Wednesday, November 09, 2011

MF Global's Regulatory Lessons

Holman Jenkins, Jr., wrote a thoughtful piece in his weekend edition column regarding MF Global's demise. Jenkins rebuked those who were disappointed with the regulatory failure involving the firm. He celebrated that a financial firm engaged in overly risky activity and paid the price with bankruptcy, without government intervention.

I agree with him on that point.

However, I think he misinterprets the motivation for some, including me, to express consternation that new regulatory agencies, powers and legislation did nothing to prevent the collapse of MF Global.

I actually don't support the bulk of existing financial regulatory legislation and agencies. In my opinion, they represent the foolish wishes of largely inept, naive members of Congress and various administrations that it is practical or effective to have our existing, expensive and intrusive regulatory machinery.

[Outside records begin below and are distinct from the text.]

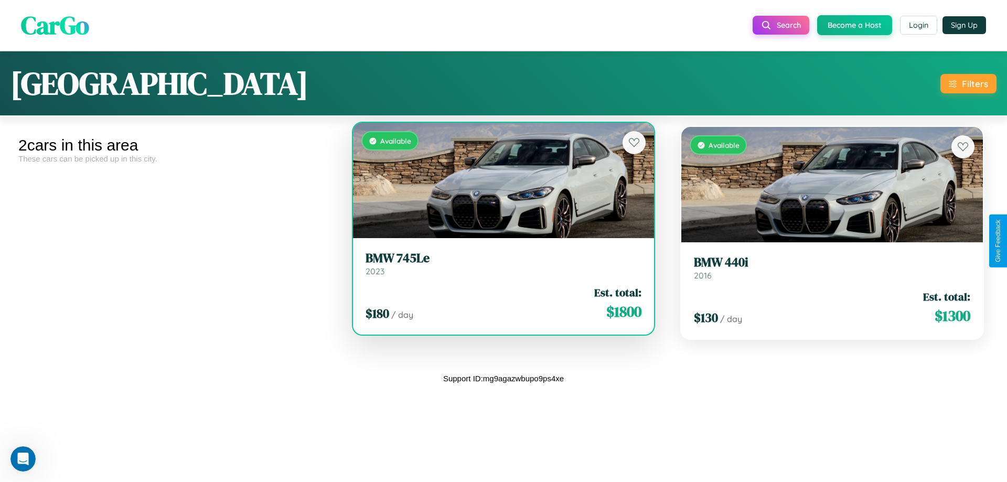 The height and width of the screenshot is (482, 1007). Describe the element at coordinates (55, 25) in the screenshot. I see `span: CarGo` at that location.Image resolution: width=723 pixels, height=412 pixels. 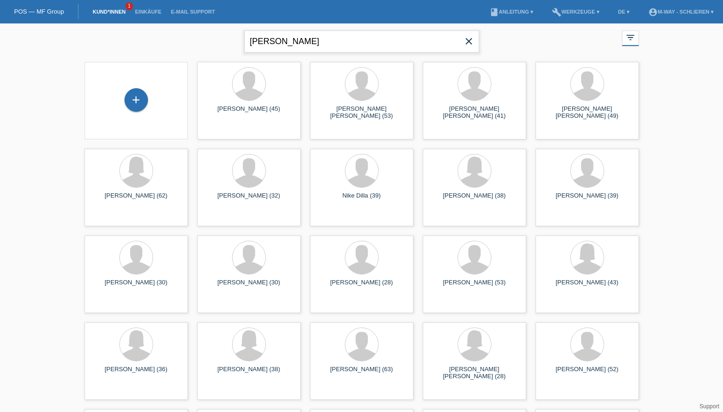 I want to click on i: close, so click(x=469, y=41).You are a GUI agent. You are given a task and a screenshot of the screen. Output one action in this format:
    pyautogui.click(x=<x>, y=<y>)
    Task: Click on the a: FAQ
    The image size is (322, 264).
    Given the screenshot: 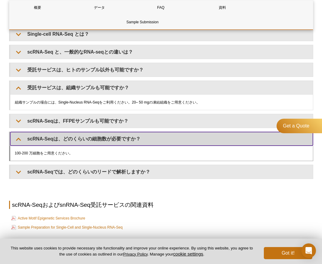 What is the action you would take?
    pyautogui.click(x=161, y=8)
    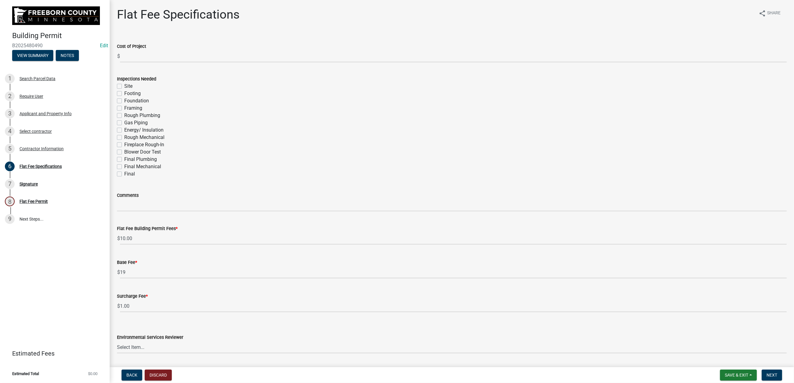 Image resolution: width=794 pixels, height=383 pixels. Describe the element at coordinates (36, 131) in the screenshot. I see `div: Select contractor` at that location.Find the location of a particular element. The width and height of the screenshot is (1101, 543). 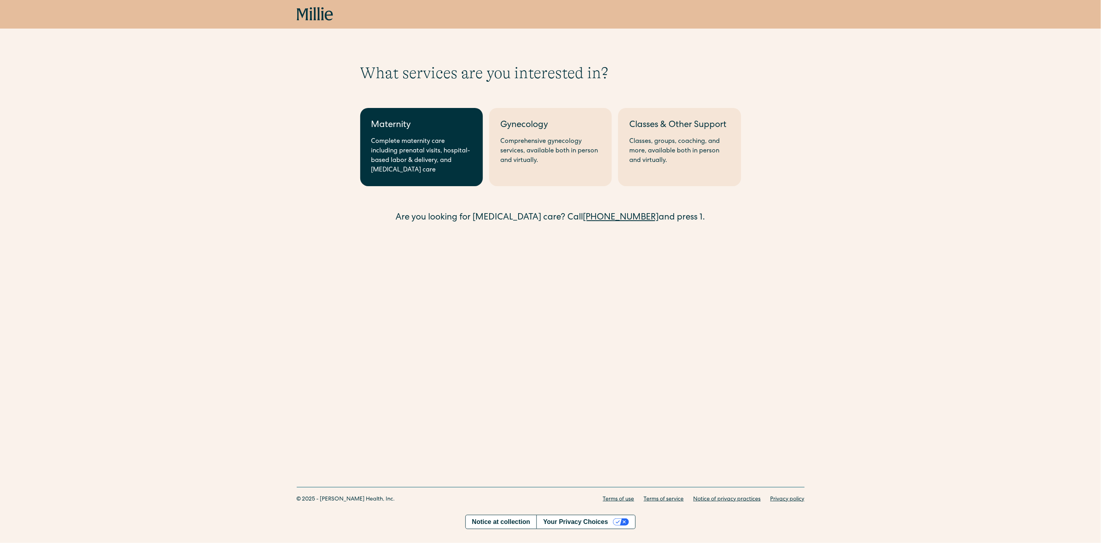

a: MaternityComplete maternity care including prenatal visits, hospital-based labor & delivery, and ... is located at coordinates (422, 147).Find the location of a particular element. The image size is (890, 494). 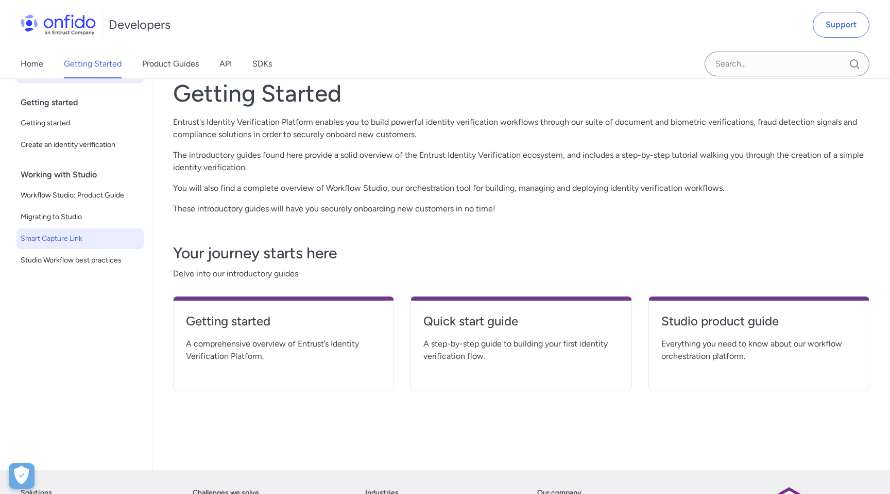

span: Create an identity verification is located at coordinates (80, 145).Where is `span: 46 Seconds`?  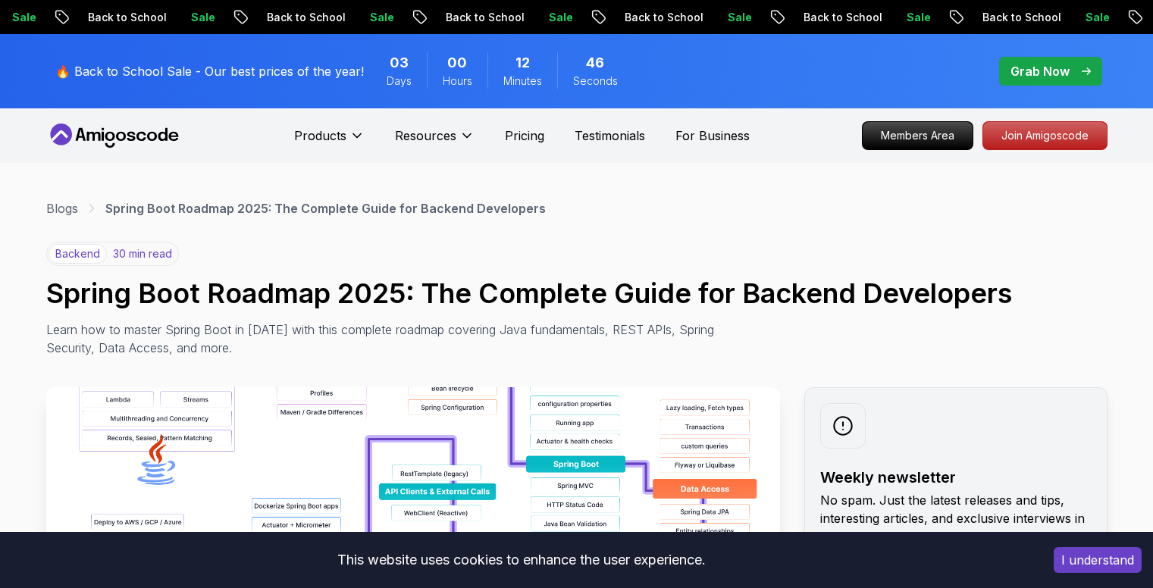 span: 46 Seconds is located at coordinates (595, 63). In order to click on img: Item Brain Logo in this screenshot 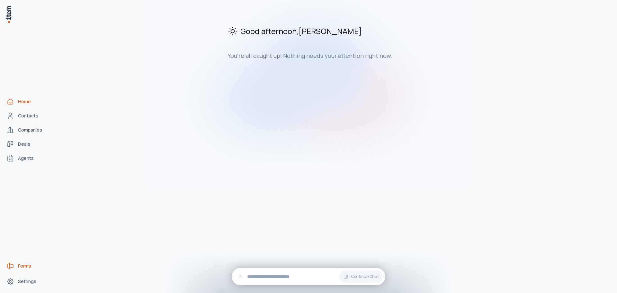, I will do `click(8, 14)`.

It doesn't work. It gives investors, borrowers and depositors false hope. It risks making those parties insensitive to the realities of the marketplace and the vendors with whom they choose to do business.

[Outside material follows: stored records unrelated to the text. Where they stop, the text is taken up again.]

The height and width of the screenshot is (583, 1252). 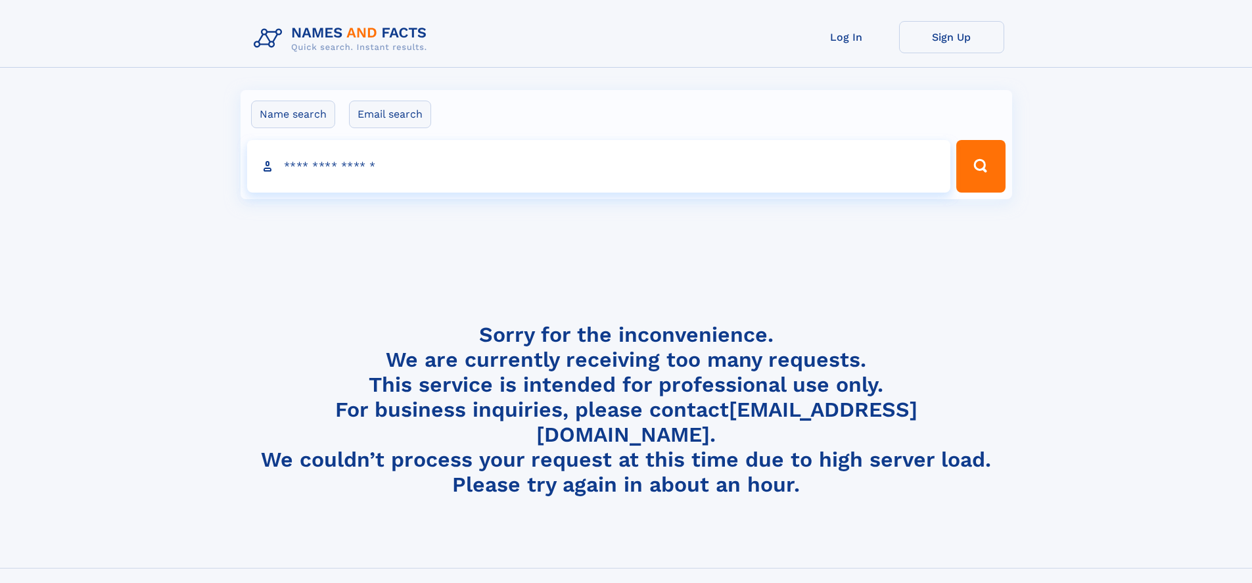 I want to click on img: Logo Names and Facts, so click(x=343, y=39).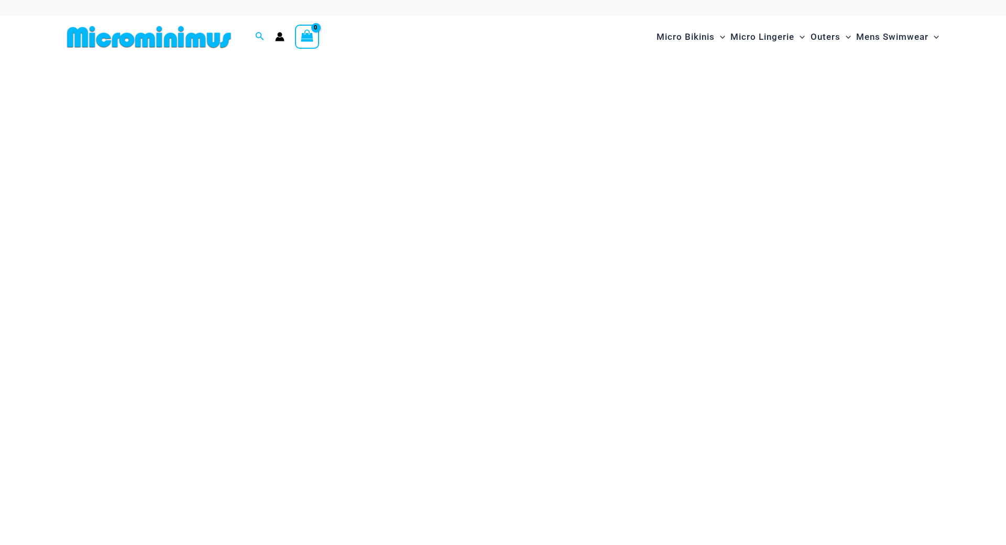 The width and height of the screenshot is (1006, 545). What do you see at coordinates (691, 37) in the screenshot?
I see `a: Micro BikinisMenu ToggleMenu Toggle` at bounding box center [691, 37].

I'd prefer to see government leave the business of deposit insurance, financial statement regulation, and most other detailed, intrusive financial regulatory areas.

Without such government-provided, monopolistic services, private solutions would arise. Firms would offer competitively-priced deposit insurance, differing by bank, thus providing an implicit credit rating. The same would be true for the purchase of various levels of audit attestation.

I'm not upset that government regulatory personnel failed to understand MF Global's condition until it was too late, or that it may have failed to identify the wrongful use of customer funds by the firm, if that occurred.

Rather, I see MF Global as the latest poster child for throwing in the towel on regulatory solutions and ripping out most of them as ineffective and overly expensive.

What's worse, looking out for your own interests, or wrongly believing the government's regulators will inform you, in advance, when your interests are in jeopardy?